1. Consider the Impact of Missing People Within Your Organization
Plan for 40% of your staff to be absent. Do you have the cross-training, documentation, tools, and support to continue working with a significantly lower level of expertise? Consider whether it may be an option to share support roles from two or more geographic areas, to minimize impact on the potentially hardest-hit locale.
2. Revisit and Reassign Responsibilities
If your workforce or organization has been restructured recently, some people may not be fully trained in their roles. Consider single points of failure among your staff from a knowledge perspective, and take action to identify alternate staff and to provide some level of cross training.
3. Consider the Impact of Missing People Outside Your Organization
Expect similar absenteeism at key vendors should a pandemic develop. Review support relationships, and ask partners and vendors to share how they intend to meet requirements. Consider multiple vendors to diversify your risk, and develop those relationships now.
4. Consider the Requirements and Priorities of Your Internal Customers
Business operations throughout the company may change based upon the local impact of the pandemic. Align resources to meet vital operations, and ensure that basic business operations can continue.
5. Consider the Impact of More People Working From Home
Assess your infrastructure for remote workers, including technologies and support services. Home workers will still need application support, login and password support, and hardware support. You may see an increase in learning and awareness needs—how do I use remote access?

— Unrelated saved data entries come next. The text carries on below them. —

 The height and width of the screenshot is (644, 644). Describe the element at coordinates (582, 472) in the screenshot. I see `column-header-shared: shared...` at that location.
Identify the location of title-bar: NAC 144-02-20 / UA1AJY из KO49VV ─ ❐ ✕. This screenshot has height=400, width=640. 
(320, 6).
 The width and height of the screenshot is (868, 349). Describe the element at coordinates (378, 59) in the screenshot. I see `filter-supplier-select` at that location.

Why can’t I get to X system?
6. Prepare for Lights Out
Systems will continue running, but may degrade as maintenance is unavailable. Schedule planned maintenance now. Ensure system documentation is up to date and readily accessible by support staff working in a remote location. Encourage cross-training. Apply what you’ve learned from earlier tests.
7. Understand Your Vulnerabilities
How will you provide remote support? How will you do preventive maintenance—particularly hardware maintenance? How would you deal with the loss of limited expertise? What systems require special care? How will you handle call volumes? Focus on solutions that can be implemented quickly and provide the greatest benefit against the pandemic threat.

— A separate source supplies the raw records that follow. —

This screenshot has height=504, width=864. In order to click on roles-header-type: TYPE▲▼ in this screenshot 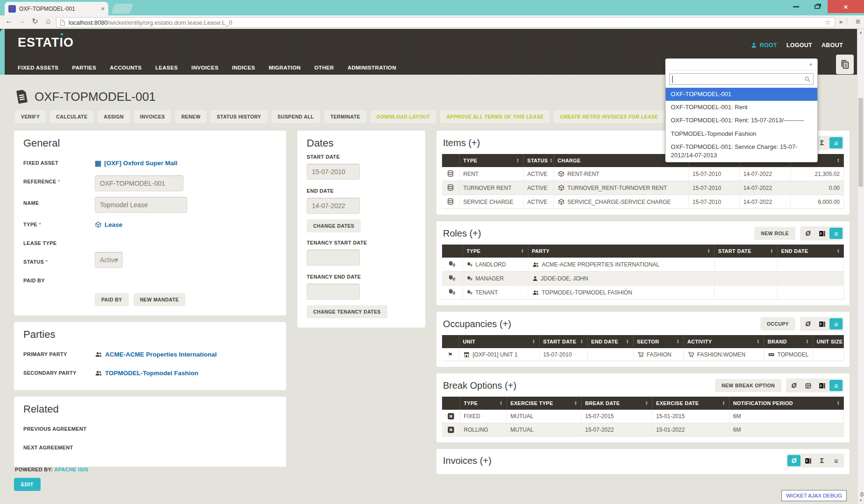, I will do `click(495, 251)`.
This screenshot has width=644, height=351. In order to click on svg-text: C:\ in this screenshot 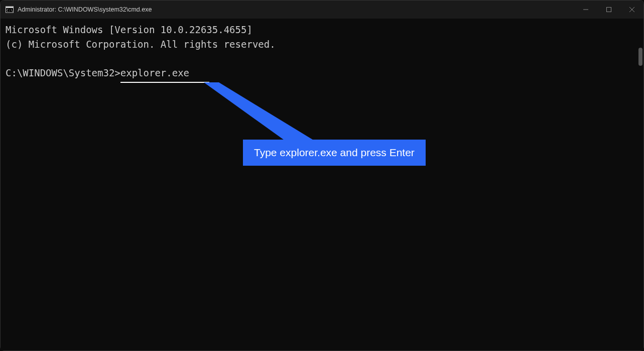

8. What Should I Do Now—Today?
General business preparedness for a pandemic should be covered by each business unit. For technology teams, consider limitations in people, process, or technology that would be exposed if your organization needs to respond to a “typical” disaster while operating without 40% of your staff.
9. What If I Have No Pandemic Plan?
You still have some time to prepare. Determine who will make critical decisions in the face of a pandemic, and work with any corporate leaders or crisis management structure. Understand your vulnerabilities looking at systems and data to some extent—but particularly at process and people.